Saturday 16 February 2013

Problems in the social justice movement:


And there are many of them, from the feminist tendency to racism, transphobia, and disabilism to the Gay advocates tendency to be Biphobic, sexist, and paternalistic.

But right now I'm going to blog about problems with the actual acceptance of disabled people especially autistic people in it.

To be frank, many Allistic social justice groups and so-called safe spaces only support autistic people so long as we meet the following criteria.

1. Our autism must be mild enough to be almost invisible. In short, you must pass as NT to get treated well in many spaces.

2. We must get everything on their time table and not ours. Not getting a badly explained idea that doesn't make any sense is a bad thing in social justice and is proof that you're a bigot rather than just a confused struggling autistic.

3. We must be content to sit back and let them speak for us. I know no end of so-called advocates who crow about the time they were all "inclusive" and shit in support of a disabled person who didn't have the power to assert their need for inclusion, but the minute we are in a situation where the power differential isn't so great as to render us speechless? The same people seemingly take no end of delight in lecturing us on being "scary" because we objected to horrible behaviour.

A good example would be the "not bigot" who didn't see an issue with me getting death threats but told me I was horrible and scary because I loudly objected to said death threats, because she thought I might also criticise her at some point. Because being criticised is totally worse than death threats.

They prefer us passive, basically.

4. Our autism must not impinge on the conversation at all if it is not centered around us, even if it's a discussion of say racism in which people are throwing around disabilist slurs that hurt us, asking for them to stop that shit is impinging and racist automatically.

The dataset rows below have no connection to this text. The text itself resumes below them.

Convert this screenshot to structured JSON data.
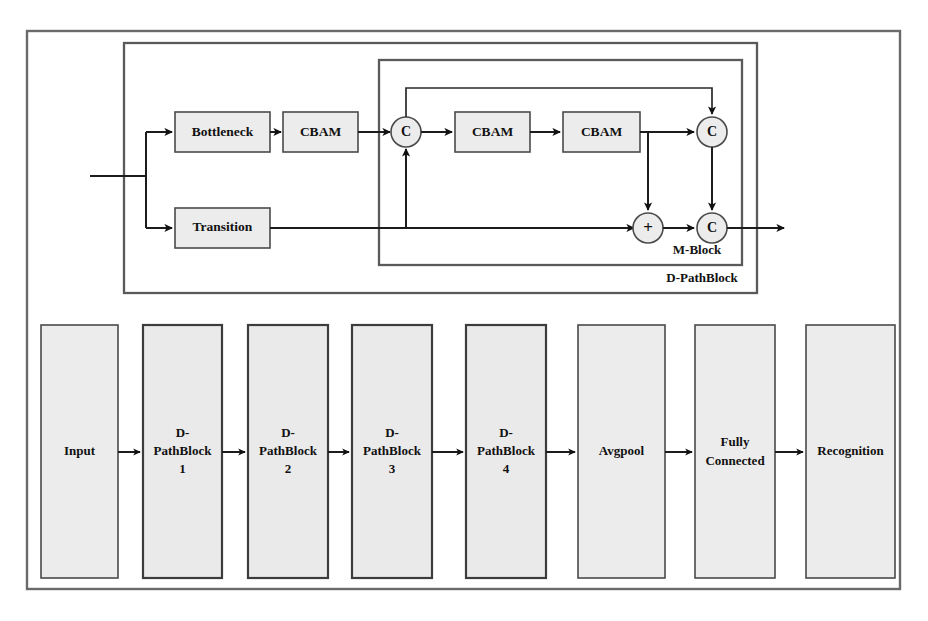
{
  "figure": {
    "name": "network-architecture-diagram",
    "colors": {
      "box_fill": "#ececec",
      "box_stroke": "#4a4a4a",
      "frame_stroke": "#5a5a5a",
      "wire": "#1c1c1c",
      "background": "#ffffff"
    }
  },
  "dpathblock": {
    "group_label": "D-PathBlock",
    "mblock_label": "M-Block",
    "branches": {
      "top": [
        {
          "id": "bottleneck",
          "label": "Bottleneck"
        },
        {
          "id": "cbam1",
          "label": "CBAM"
        }
      ],
      "bottom": [
        {
          "id": "transition",
          "label": "Transition"
        }
      ]
    },
    "mblock_nodes": [
      {
        "id": "concat-in",
        "label": "C",
        "kind": "concat"
      },
      {
        "id": "cbam2",
        "label": "CBAM",
        "kind": "box"
      },
      {
        "id": "cbam3",
        "label": "CBAM",
        "kind": "box"
      },
      {
        "id": "concat-top",
        "label": "C",
        "kind": "concat"
      },
      {
        "id": "add",
        "label": "+",
        "kind": "add"
      },
      {
        "id": "concat-out",
        "label": "C",
        "kind": "concat"
      }
    ]
  },
  "pipeline": {
    "stages": [
      {
        "id": "input",
        "lines": [
          "Input"
        ],
        "emphasis": false
      },
      {
        "id": "d-pathblock-1",
        "lines": [
          "D-",
          "PathBlock",
          "1"
        ],
        "emphasis": true
      },
      {
        "id": "d-pathblock-2",
        "lines": [
          "D-",
          "PathBlock",
          "2"
        ],
        "emphasis": true
      },
      {
        "id": "d-pathblock-3",
        "lines": [
          "D-",
          "PathBlock",
          "3"
        ],
        "emphasis": true
      },
      {
        "id": "d-pathblock-4",
        "lines": [
          "D-",
          "PathBlock",
          "4"
        ],
        "emphasis": true
      },
      {
        "id": "avgpool",
        "lines": [
          "Avgpool"
        ],
        "emphasis": false
      },
      {
        "id": "fully-connected",
        "lines": [
          "Fully",
          "Connected"
        ],
        "emphasis": false
      },
      {
        "id": "recognition",
        "lines": [
          "Recognition"
        ],
        "emphasis": false
      }
    ]
  }
}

5. We must accept that we do not "understand" the allistic people if we criticise them for saying shitty bigoted things about autism, but if they criticise us, then they are always right and there is no room for an alternative view even if they're judging us by NT Allistic standards not as the autistic people we are.

6. We can either be strong or not strong. If someone attacks us and we defend ourselves, we're assumed to be able to cope with abuse and thus nothing will be done about the attacker, even if their actions are explicitly against the rules. We are also assumed to not need any support, even if we say we do need it.

If we are deemed not strong, then we must remain in the "pity spot" as I call it, we cannot show strength at other times, that is a betrayal of our "agreement" to be the "pitiful one".

7. Because social justice spaces are often built on the same social hierarchy as NT allistic spaces are outside of safe spaces. We must accept that even in the safe space we remain the weird kid in the corner everyone picks on, because we're often not popular read social butterfly enough to be anything else.

8. We must accept the voices of allistic NT "advocates" even though they supplant and silence us. Anything less than "sharing" our platform, and by "sharing" I mean getting shoved off it by someone else is deemed "uninclusive".

9. We must sit down and shut up when allistic "allies" are talking about us. We aren't included unless we're acceptable.

10. We absolutely must not bring up our autism when talking about struggles within social justice. Don't get a concept? You're a bigot! Don't get it because of some unspoken assumption? Accept the bigot label and don't mention autism, because then you're not just a bigot, you're a "person hiding behind your label" who "hurts REAL autistic people".

This is why we need our own spaces and why our voices flourish when in them and wither in allistic dominated "safe space" social justice spaces.

2 comments:

  1. Replies
    1. No, I don't believe you do. I'm kinda quiet and haven't been blogging for long. :) I think I would like to get to know you as well.